Prepositions and adverbs
These are sometimes called prepositional adverbs, as they can function as either class. Common examples include the following:
Aboard about across above before below beyond down in inside near off out outside through throughout under underneath up.
(prep) Their behavior is beyond belief.
(adv) From the top of the hill you can see the manor house and the woods beyond.
Here are some structural criteria for distinguishing prepositions from adverbs:
• A preposition, but not an adverb, requires a nominal complement, and when this is a pronoun, the preposition governs its case (for him, without them).
• In paired examples such as We went into the café – we went in, what was a preposition in the first version is replaced by an adverb in the second.
• The adverb is heavily stressed, whereas the preposition is normally unstressed, or only lightly stressed (lower down the scale vs lower DOWN; we walked past the café; we walked PAST.
In certain positions prepositions are stressed; for instance, when stranded at the end of a wh-question: What is it FOR? Where is it FROM? The preposition with is stressed in the expression with it (trendy), and also in the adjunctive use I’ll take it WITH me.
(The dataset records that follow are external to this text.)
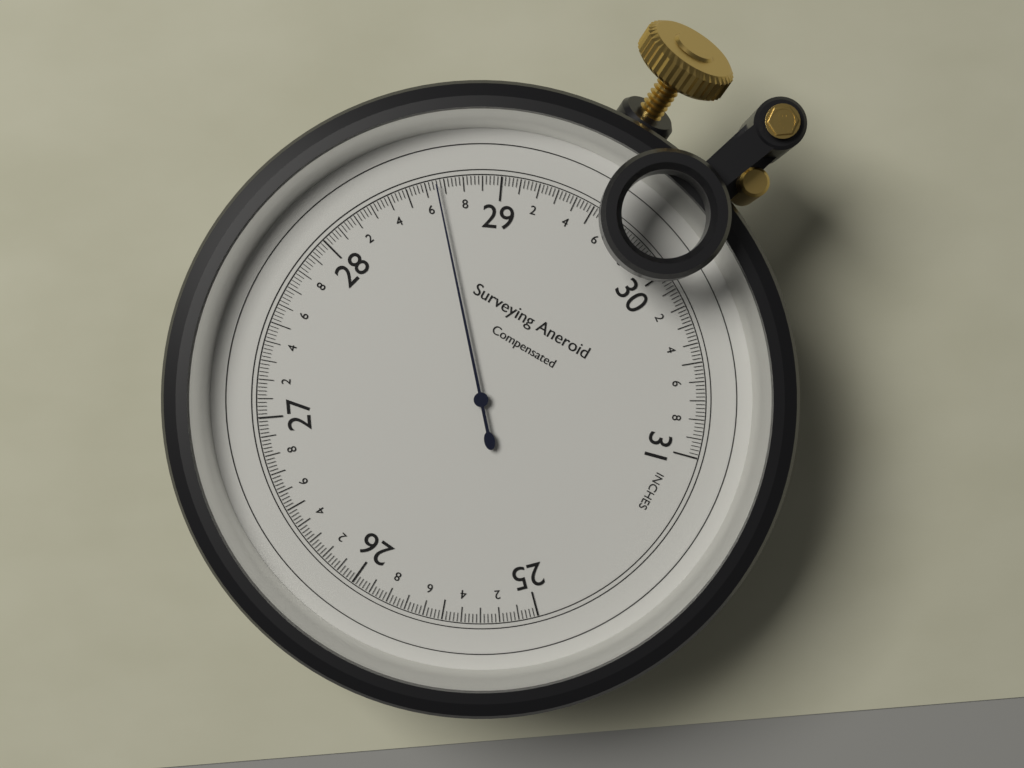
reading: 28.66 inches
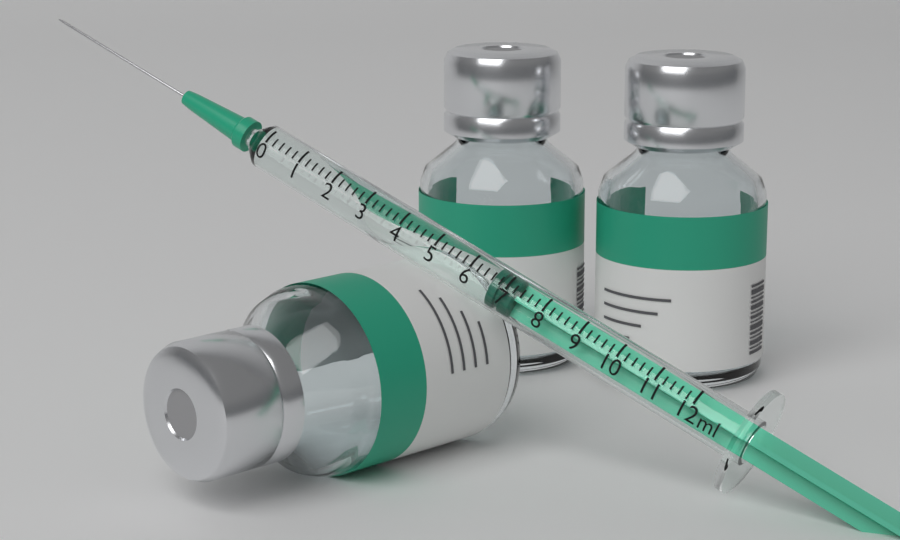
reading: 6.6 ml
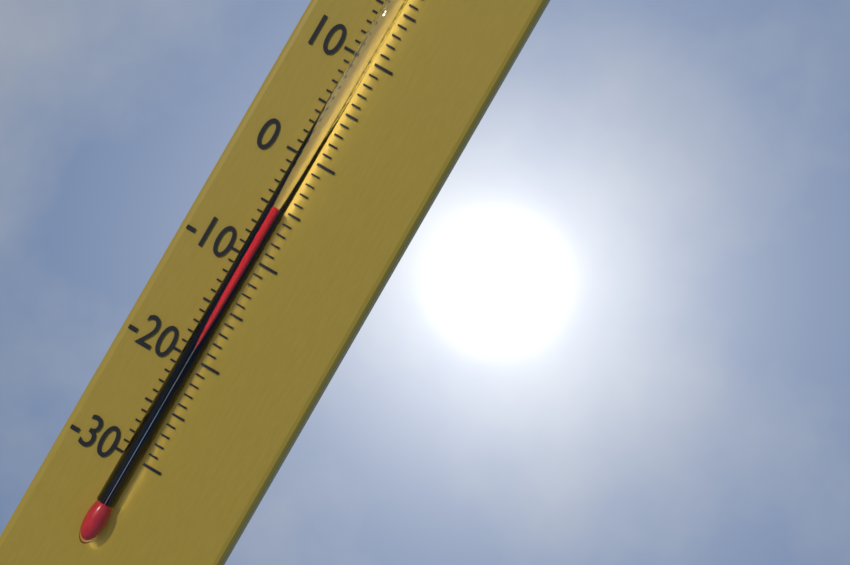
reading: -5 °C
Without is similarly stressed in I can’t do WITHOUT it, WITHOUT you. In combinations with do – (do without, go without, meaning ‘must have’), the word without functions as an adverbial particle. There’s no milk left, so we’ll just have to do without (meaning ‘not have’).
With regard to the phrasal verb ‘come to’, meaning ‘regain consciousness’, the particle to is heavily stressed: The unconscious boy came TO.